NAPOLEON. That's better.

LADY. You didn't want to read the letters; but you were curious about what was in them. So you went into the garden and read them when no one was looking, and then came back and pretended you hadn't. That's the meanest thing I ever knew any man do; but it exactly fulfilled your purpose; and so you weren't a bit afraid or ashamed to do it.

NAPOLEON (abruptly). Where did you pick up all these vulgar scruples—this (with contemptuous emphasis) conscience of yours? I took you for a lady—an aristocrat. Was your grandfather a shopkeeper, pray?

LADY. No: he was an Englishman.

NAPOLEON. That accounts for it. The English are a nation of shopkeepers. Now I understand why you've beaten me.

LADY. Oh, I haven't beaten you. And I'm not English.

NAPOLEON. Yes, you are—English to the backbone. Listen to me: I will explain the English to you.

LADY (eagerly). Do. (With a lively air of anticipating an intellectual treat, she sits down on the couch and composes herself to listen to him. Secure of his audience, he at once nerves himself for a performance. He considers a little before he begins; so as to fix her attention by a moment of suspense.
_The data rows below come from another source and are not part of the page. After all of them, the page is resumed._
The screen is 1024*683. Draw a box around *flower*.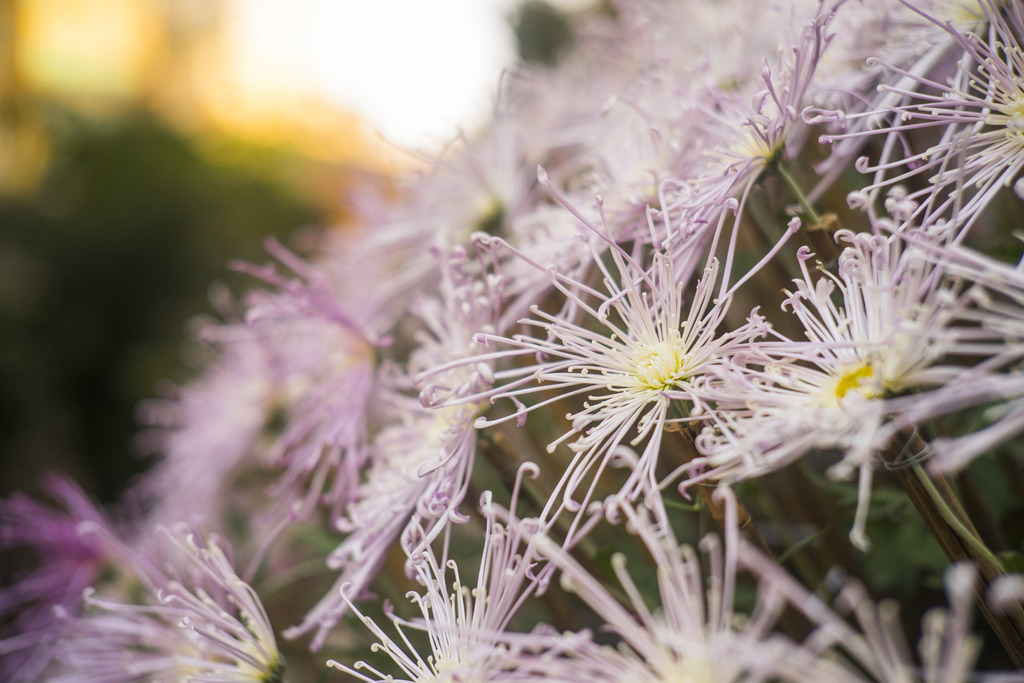
377,141,791,533.
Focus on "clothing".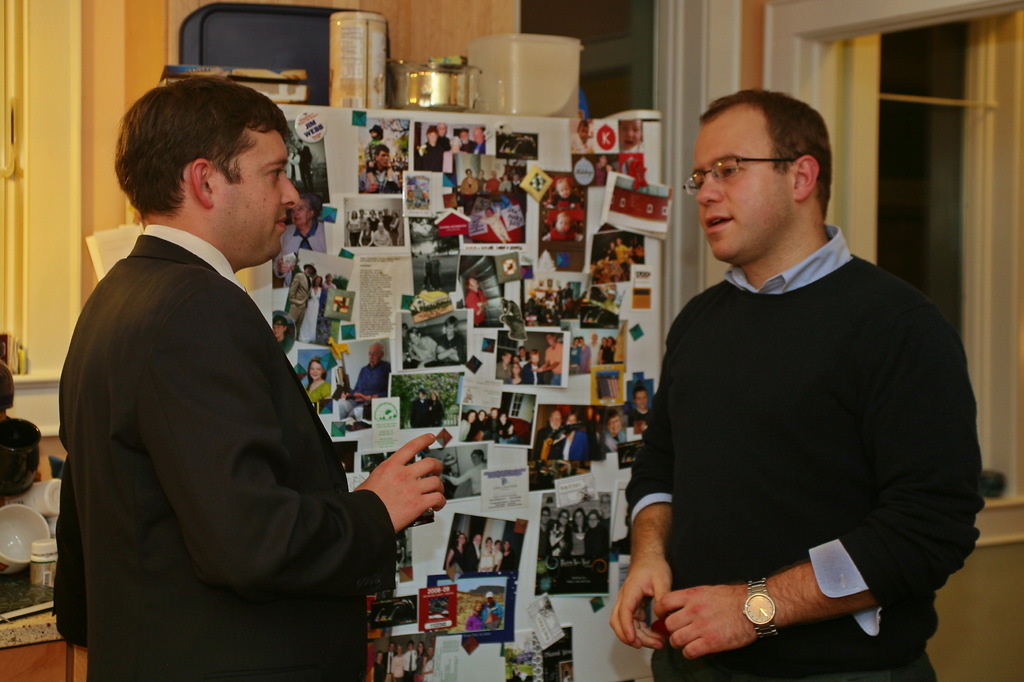
Focused at (474,179,486,195).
His style is at first modelled on Talma's in Corneille's "Cinna;" but it is somewhat lost in the darkness, and Talma presently gives way to Napoleon, the voice coming through the gloom with startling intensity.)

NAPOLEON. There are three sorts of people in the world, the low people, the middle people, and the high people. The low people and the high people are alike in one thing: they have no scruples, no morality. The low are beneath morality, the high above it. I am not afraid of either of them: for the low are unscrupulous without knowledge, so that they make an idol of me; whilst the high are unscrupulous without purpose, so that they go down before my will. Look you: I shall go over all the mobs and all the courts of Europe as a plough goes over a field. It is the middle people who are dangerous: they have both knowledge and purpose. But they, too, have their weak point. They are full of scruples—chained hand and foot by their morality and respectability.